Tennessee Williams is attributed with saying the Southern Gothic literary style his name was often attached to described “an intuition, of an underlying dreadfulness in modern experience”. Though his tales do not necessarily adhere to the stylistic criteria used in labeling a work Southern Gothic, New Orleans singer/songwriter Gill Landry reveals a true understanding of the purposes and effects Williams spoke of. The Ballad of Lawless Soirez , Landry’s solo debut, has an almost cinematic feel, as if an homage to a time and place both destructive and strangely alluring. Landry as narrator rambles and stumbles through a bleak landscape, down dimly lit avenues littered with dashed dreams, keeping company with friends, lovers and dubious characters who share a singular characteristic in common: the lonely hopelessness of their existence.
Lest his woozy narratives appear an imaginative concoction created through the use of characters or images lifted from the art of a forgotten age, a look at the arc of Landry’s career progression proves he certainly knows what it is to live the life of an itinerant musician in communities defined by their beguiling eccentricity. Landry has performed as a busker on New Orleans streets, as the co-creator of versatile old-style band the Kitchen Syncopators, and most recently as a sideman, contributing banjo and steel guitar to the sound of fast rising Americana group Old Crow Medicine Show. Now a member of the Nettwerk label, as are his friends in Old Crow Medicine Show, Landry has a chance for his music to gain broader attention and appeal.
Incorporating elements of blues, folk, jazz, and country, Landry’s songs exist in a veritable stew of styles and structures that is diverse yet harmonious, much like the multi-cultural city from which he hails. On the album’s best moments, Landry achieves a strange synergy, telling stories of people whose private earth is about to spin off its axis through a sound just focused enough to communicate such messages without distraction. Straightforward in structure, songs like “Lawless Soirez” and “Dixie” use simple variations on a shared acoustic folk center to highlight the feelings which Landry wishes to convey. The former employs exotic horns and more insistent rhythms to illustrate the hard luck tale of a man who admits “I was born a rambler, guess I always will / Once you get the habit you just can’t stand still”. The latter draws on warmer guitar sounds and dulcet strings to share the story of an almost familial bond between a band of dysfunctional drifters: “We drank to the future, we drank to the past / We drank to the moments we knew wouldn’t last / Leaning on the shoulders of highways that abused us like friends / And we caught those trains just like a disease / With our heads in the clouds and our heart on its knees / Looking for something that we may never find.”
Other album highlights draw a more defined inspiration from jazz textures and performers, both past and present. “Loneliness” sounds is if it belongs to a period rarely revisited in modern music, assuming the feel of an intoxicating rag complete with metered guitars and sweaty, sultry horns that evoke images of Prohibition-era speakeasies and the genesis of such musical technique as a powerful art form. “Ugly Town” (a tune that sounds like it could be found amongst the work of Elvis Costello) and “Desiree” take a slower, more soulful approach, aptly expressing disgust and desire respectively in ballad form.
Though Landry’s effort to construct a timeless aura around his songs succeeds in most instances, there are occasions where his musical language fails to accentuate his attempts at authenticity and consistency. “Anjolie”, for example, suffers early and often from histrionics created by Spanish-inspired guitar and overly accented percussion, contributing to the creation of a picture that is more exaggerated caricature than detailed portrait. Plagued by an opposite problem, several tracks lack the musical punch necessary to deliver their message. While there is nothing functionally or inherently amiss on these tracks (which reside mostly on the album’s second half, songs like “Mutiny” and “Magdalene”), they lack something of the spark exhibited in the album’s excellent opening stanzas, seeming mediocre and even detached in comparison.
As a whole, The Ballad of Lawless Soirez gives a glimpse into an artist who, though largely unknown to record buyers, has honed his talents through hard work, out of the glare of media hype, to the point of developing a variety of resources with which to tell his compelling tales. Landry’s songs deserve an audience and will reward those who seek out this creative, capable storyteller.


Task description ▸ Go to the line holding "This screenshot has height=488, width=978." in the data below. Return it and each line after it through the last, exactly, and skip the pictures.

Material provided ▸

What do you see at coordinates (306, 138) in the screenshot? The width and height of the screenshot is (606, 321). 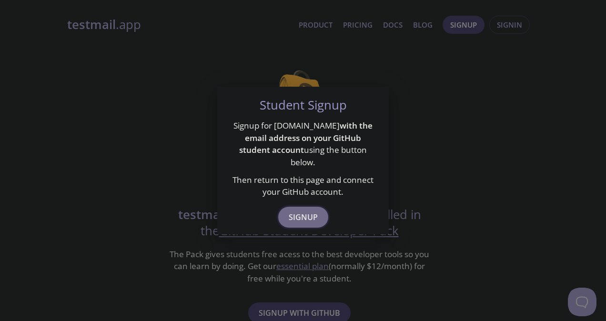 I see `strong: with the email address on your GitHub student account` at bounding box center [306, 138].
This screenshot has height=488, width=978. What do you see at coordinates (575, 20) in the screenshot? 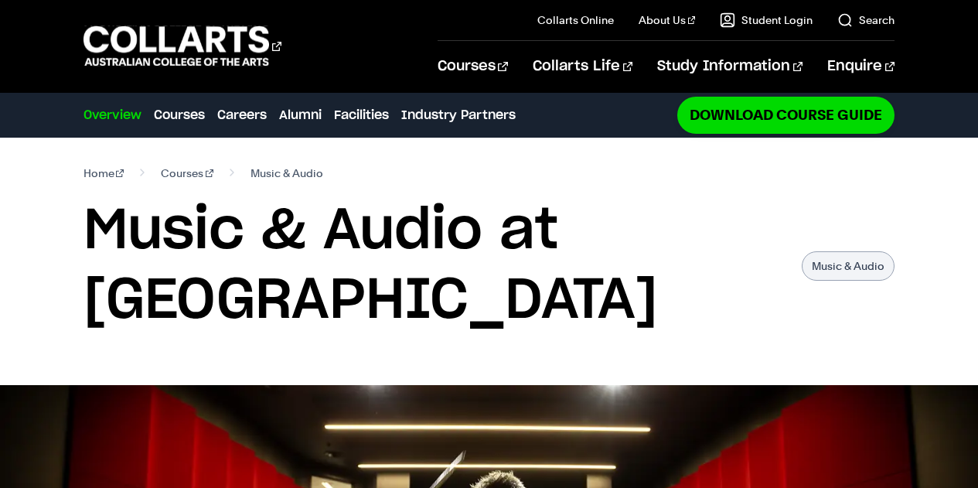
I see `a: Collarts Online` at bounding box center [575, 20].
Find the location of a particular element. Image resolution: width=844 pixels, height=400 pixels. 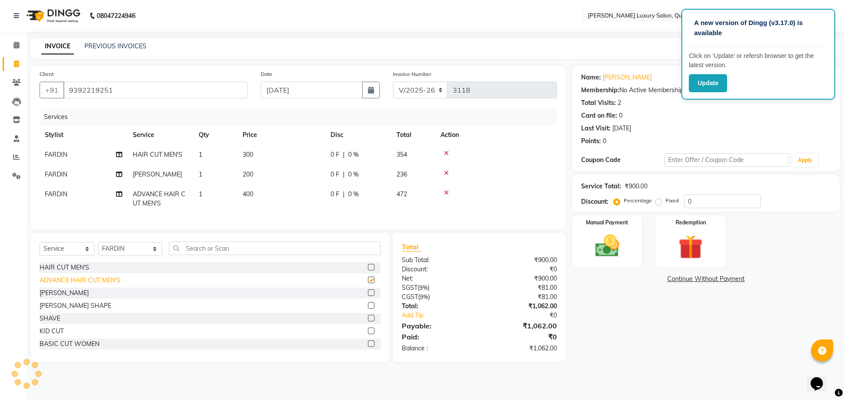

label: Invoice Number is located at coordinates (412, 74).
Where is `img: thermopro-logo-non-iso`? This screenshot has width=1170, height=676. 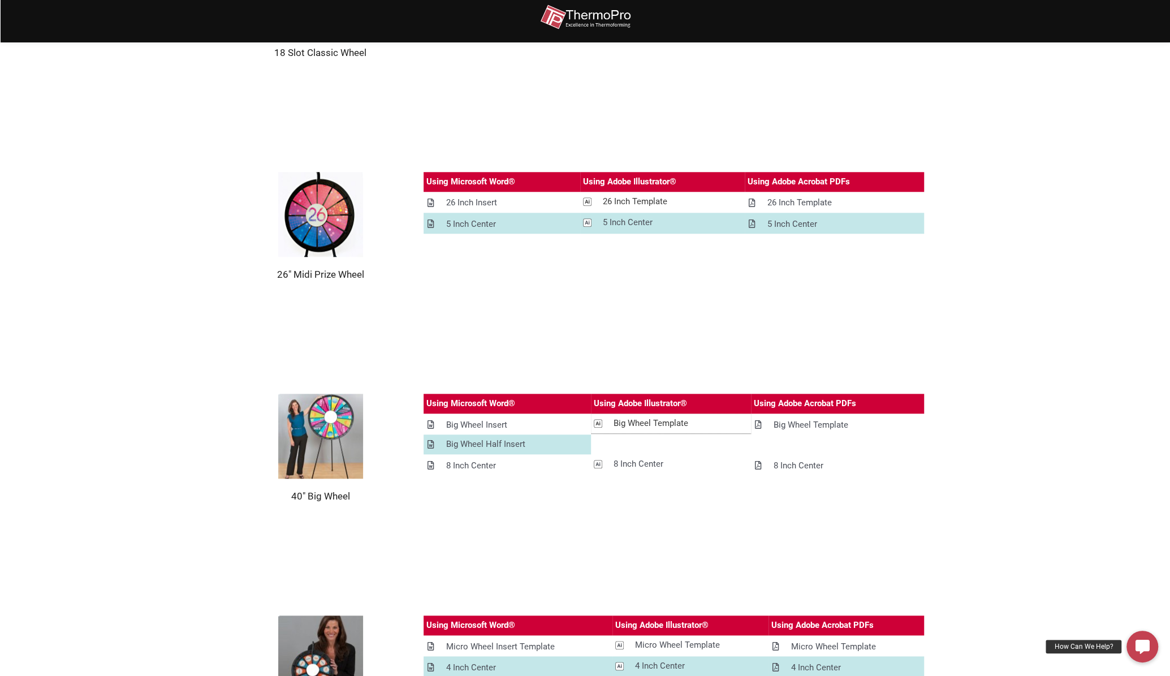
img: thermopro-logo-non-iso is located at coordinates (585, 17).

Answer section ▸
This screenshot has height=488, width=978. What do you see at coordinates (575, 20) in the screenshot? 
I see `a: Collarts Online` at bounding box center [575, 20].
Find the location of a particular element. Image resolution: width=844 pixels, height=400 pixels. 

label: Invoice Number is located at coordinates (412, 74).
Where is `img: thermopro-logo-non-iso`? This screenshot has width=1170, height=676. 
img: thermopro-logo-non-iso is located at coordinates (585, 17).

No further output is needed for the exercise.